Historians can't prove anything. No social scientist can. Proofs require data collected through experimentation in a controlled environment -- and I can guarantee we won't be letting historians invade Guatemala to test out their theories any time soon.
Historians can certainly prove things, just as any reasoner does. Strictly (e.g. logically) speaking, a proof is a finite sequence of statements each of which is either a premise or else follows from the preceding statements by the application of an inference rule. There is nothing peculiar about historians or social scientists which prevents them from employing logical reasoning in such a way. (Besides, no empirical notion such as ‘experimentation in a controlled environment’ enters in the standard definition of ‘proof’

. Perhaps, unlike, say, physical scientists, historians are much less likely to produce anything resembling a mathematical proof, but not all valid proofs (even strictly formal ones) need to be based on a mathematical model of the empirical data.
Furthermore, you've taken a necessary element of the Spanish conquest of the new world (native support) and turned it into a sufficient one. Think about it like this: had the Tlaxcalans, along with other native peoples, been capable of defeating the Aztecs without Spanish support they would have done so long before Cortez landed.
In fact, the condition stated by Perceval may be fairly plausibly taken to be a sufficient one, as follows:
(1) If (A) the attackers are supported by the natives , then (B) they will defeat the Aztecs.
Thus stated, (A) is indeed a sufficient condition for (B). In order to deny that, one has to show that (A) doesn’t imply (B)—which, I think, is what you have tried to do with your Tlaxcalans counter-example: if the native attackers had been supported by none but themselves, and not by outsiders, then the Aztecs wouldn’t have been defeated. However, even if we concede this point (but let me notice in passing that your example seems off the mark in our context, for the supported attackers are supposed to be outsiders, and not themselves natives) it is not at all clear that Perceval has committed the fallacy of mistaking a necessary condition for a sufficient one. To claim that (A) is a necessary condition for (B) – which is what you appear to be saying – is to claim that (B) implies (A), e.g.:
(2) If (B) the Aztecs have been defeated, then (A) the attackers were supported by the natives.
But, of course, to show that (2) is the case is by no means a refutation of (1), for (1) and (2) may be simultaneously true. In other words, taking a necessary condition to be a sufficient one need not be a fallacy, for a condition may be at the same time both necessary a sufficient, in which case we have an equivalence.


▶ [WHAT TO PRODUCE]: Nothing in the records may be altered, and no picture may be included. Restate them in full.

Dataset rows about figures:
- - - - -
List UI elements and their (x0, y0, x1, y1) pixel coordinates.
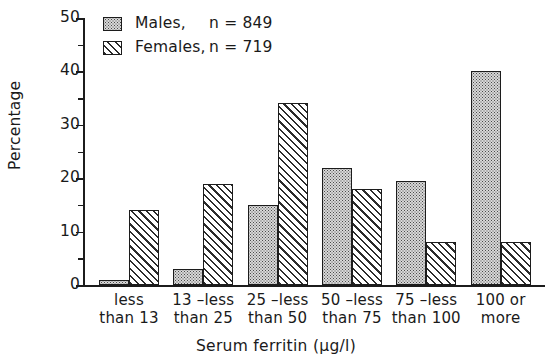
bar-group (396, 181, 456, 285)
bar-group (248, 103, 308, 285)
y-tick-minor (78, 45, 83, 47)
bar-males-6 (471, 71, 501, 285)
bar-group (471, 71, 531, 285)
y-axis-title: Percentage (6, 81, 24, 170)
bar-males-1 (99, 280, 129, 285)
y-tick-label: 10 (60, 224, 80, 240)
bar-group (99, 210, 159, 285)
x-axis-title: Serum ferritin (µg/l) (0, 337, 552, 355)
bar-females-2 (203, 184, 233, 285)
bar-males-3 (248, 205, 278, 285)
bar-males-4 (322, 168, 352, 285)
bar-males-2 (173, 269, 203, 285)
bar-group (322, 168, 382, 285)
bar-males-5 (396, 181, 426, 285)
bar-group (173, 184, 233, 285)
y-tick-minor (78, 258, 83, 260)
bar-females-4 (352, 189, 382, 285)
plot-area: 01020304050 (83, 18, 545, 285)
x-category-label-line: more (449, 310, 552, 328)
chart-figure: Males, n = 849 Females, n = 719 Percenta… (0, 0, 552, 363)
bar-females-1 (129, 210, 159, 285)
bar-females-6 (501, 242, 531, 285)
y-tick-label: 50 (60, 10, 80, 26)
y-tick-minor (78, 152, 83, 154)
x-category-label-line: 100 or (449, 292, 552, 310)
y-tick-label: 30 (60, 117, 80, 133)
y-tick-minor (78, 205, 83, 207)
y-tick-label: 0 (70, 277, 80, 293)
y-tick-minor (78, 98, 83, 100)
y-tick-label: 20 (60, 170, 80, 186)
bar-females-3 (278, 103, 308, 285)
x-category-label: 100 ormore (449, 292, 552, 327)
x-axis-line (83, 285, 545, 287)
y-tick-label: 40 (60, 64, 80, 80)
bar-females-5 (426, 242, 456, 285)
- - - - -
▶ [SOLUTION TO THIS PROBLEM]:
List UI elements and their (x0, y0, x1, y1) pixel coordinates.
bar-group (396, 181, 456, 285)
bar-group (248, 103, 308, 285)
y-tick-minor (78, 45, 83, 47)
bar-males-6 (471, 71, 501, 285)
bar-group (471, 71, 531, 285)
y-axis-title: Percentage (6, 81, 24, 170)
bar-males-1 (99, 280, 129, 285)
y-tick-label: 10 (60, 224, 80, 240)
bar-group (99, 210, 159, 285)
x-axis-title: Serum ferritin (µg/l) (0, 337, 552, 355)
bar-females-2 (203, 184, 233, 285)
bar-males-3 (248, 205, 278, 285)
bar-males-4 (322, 168, 352, 285)
bar-males-2 (173, 269, 203, 285)
bar-group (322, 168, 382, 285)
bar-males-5 (396, 181, 426, 285)
bar-group (173, 184, 233, 285)
y-tick-minor (78, 258, 83, 260)
bar-females-4 (352, 189, 382, 285)
plot-area: 01020304050 (83, 18, 545, 285)
x-category-label-line: more (449, 310, 552, 328)
chart-figure: Males, n = 849 Females, n = 719 Percenta… (0, 0, 552, 363)
bar-females-1 (129, 210, 159, 285)
bar-females-6 (501, 242, 531, 285)
y-tick-label: 50 (60, 10, 80, 26)
y-tick-minor (78, 152, 83, 154)
x-category-label-line: 100 or (449, 292, 552, 310)
y-tick-label: 30 (60, 117, 80, 133)
y-tick-minor (78, 205, 83, 207)
y-tick-label: 0 (70, 277, 80, 293)
y-tick-minor (78, 98, 83, 100)
y-tick-label: 20 (60, 170, 80, 186)
bar-females-3 (278, 103, 308, 285)
x-category-label: 100 ormore (449, 292, 552, 327)
x-axis-line (83, 285, 545, 287)
y-tick-label: 40 (60, 64, 80, 80)
bar-females-5 (426, 242, 456, 285)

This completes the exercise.